Further discussion of default video quirks

Danny Kukawka danny.kukawka at web.de
Sat Nov 29 14:25:08 PST 2008


On Samstag, 29. November 2008, Matthew Garrett wrote:
> 27d8bdbe7eb0bc5c375b456fc480d6bb235c0dc4 changes the behaviour of the
> build system to explicitly require --enable-video-default-quirks to be
> passed. I think this is a poor choice for several reasons.

That's not correct. If you call ./autogen.sh or ./configure 
without --enable-video-default-quirks it's activated anyway and the file get 
shipped (if the package get generated with make dist*) and installed. The 
parameter is only there to allow distributions/users to install hal-info 
without the file by calling --disable-video-default-quirks.

That's why the rest of the discussion is really unnecessary.

> The problem is that we don't know which quirks a given machine may
> require. The approach taken by the default quirks fdi is to switch on
> most of them. This makes it likely that any necessary quirks are run -
> however, it also makes it possible that one of the quirks will be
> unnecessary and will break resume. However, this doesn't result in any
> increased failure rate. The machine almost certainly failed to resume
> without the quirks - it will also fail to resume with them. While we've
> changed the precise failure mode, we haven't changed the fundamental
> fact that the system doesn't behave usefully. I don't see this as a
> problem.

> The absolute theoretical worst case scenario for having these default
> quirks is that they will break systems that would otherwise resume
> successfully. I am unaware of the existence of any hardware where this
> is true. The more common worst case scenario is where a machine that
> failed to resume continues to fail to resume. The more common case is
> that a machine that previously failed to resume will now work.

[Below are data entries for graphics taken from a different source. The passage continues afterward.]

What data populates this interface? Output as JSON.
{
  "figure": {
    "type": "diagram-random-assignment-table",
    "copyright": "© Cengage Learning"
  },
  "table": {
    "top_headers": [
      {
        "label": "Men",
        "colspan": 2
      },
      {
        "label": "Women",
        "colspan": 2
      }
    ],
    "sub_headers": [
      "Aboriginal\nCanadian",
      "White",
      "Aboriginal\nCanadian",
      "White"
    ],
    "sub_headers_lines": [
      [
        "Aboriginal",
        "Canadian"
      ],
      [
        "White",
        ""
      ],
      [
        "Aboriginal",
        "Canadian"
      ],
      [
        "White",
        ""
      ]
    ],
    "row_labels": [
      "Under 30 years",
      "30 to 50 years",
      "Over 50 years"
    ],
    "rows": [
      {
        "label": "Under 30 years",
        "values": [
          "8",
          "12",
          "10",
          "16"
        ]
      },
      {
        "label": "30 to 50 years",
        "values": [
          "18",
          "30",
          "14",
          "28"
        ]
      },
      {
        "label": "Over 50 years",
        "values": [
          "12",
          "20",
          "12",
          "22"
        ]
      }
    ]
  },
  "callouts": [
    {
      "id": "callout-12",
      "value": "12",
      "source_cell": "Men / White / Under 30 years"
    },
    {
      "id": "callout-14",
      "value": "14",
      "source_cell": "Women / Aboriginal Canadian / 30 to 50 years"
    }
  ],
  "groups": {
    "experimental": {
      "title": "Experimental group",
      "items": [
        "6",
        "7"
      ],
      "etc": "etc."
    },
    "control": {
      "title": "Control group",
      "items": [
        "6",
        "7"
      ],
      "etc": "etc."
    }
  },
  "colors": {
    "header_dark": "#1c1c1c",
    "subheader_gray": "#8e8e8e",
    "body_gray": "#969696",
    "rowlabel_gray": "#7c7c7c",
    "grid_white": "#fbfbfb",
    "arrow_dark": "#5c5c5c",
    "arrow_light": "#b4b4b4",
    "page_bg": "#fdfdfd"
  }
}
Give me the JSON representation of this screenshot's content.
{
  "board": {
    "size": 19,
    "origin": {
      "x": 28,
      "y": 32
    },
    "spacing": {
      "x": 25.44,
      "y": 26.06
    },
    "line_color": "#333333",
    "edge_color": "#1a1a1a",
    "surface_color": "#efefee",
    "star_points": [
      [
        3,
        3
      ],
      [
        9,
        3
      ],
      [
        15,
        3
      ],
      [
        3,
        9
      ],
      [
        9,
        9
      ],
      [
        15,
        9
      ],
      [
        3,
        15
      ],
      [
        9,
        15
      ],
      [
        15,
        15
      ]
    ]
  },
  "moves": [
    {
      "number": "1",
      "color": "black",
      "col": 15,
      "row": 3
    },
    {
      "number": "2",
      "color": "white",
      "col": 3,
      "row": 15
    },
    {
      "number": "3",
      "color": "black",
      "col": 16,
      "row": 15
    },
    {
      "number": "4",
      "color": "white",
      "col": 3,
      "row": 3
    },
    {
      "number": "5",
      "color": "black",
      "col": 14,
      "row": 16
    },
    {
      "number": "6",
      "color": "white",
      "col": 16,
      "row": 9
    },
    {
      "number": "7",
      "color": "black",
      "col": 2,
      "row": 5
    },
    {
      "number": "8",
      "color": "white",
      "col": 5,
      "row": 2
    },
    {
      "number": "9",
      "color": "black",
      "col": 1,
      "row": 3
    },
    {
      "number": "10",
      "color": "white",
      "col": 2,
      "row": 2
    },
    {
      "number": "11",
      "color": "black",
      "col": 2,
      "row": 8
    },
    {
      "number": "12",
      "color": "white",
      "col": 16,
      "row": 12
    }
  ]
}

As already said in the thread (IIRC): 
- As you already pointed out: This can break machines which may work without 
any quirks. And there are such machines, we have seen such cases in the past, 
where quirks prevented a machine from suspend/resume which worked without any 
quirk.
- This combination isn't really common (I couldn't find any machine with this 
combination in a first looks at the quirk list), it would make more sense (if 
any) to find vendor specific default quirks, since the chance is much better 
to get a working machine.
- It prevents may finding bugs/problems with suspend. Since it may make 
machines working which currently don't work because of e.g. a kernel bug.

> Unless someone has a documented case where this change will break
> otherwise working hardware, I plan to flip the default to install the
> file and allow a compile time argument to disable it. Distributions that
> want their hardware support to be reduced can pass the argument, but
> everyone else gets sensible behaviour out of the box.

Maybe I've overseen something, but this is what hal-info already do. The file 
is part of the package and distributions can disable the installation 
via --disable-video-default-quirks. What's the problem exactly?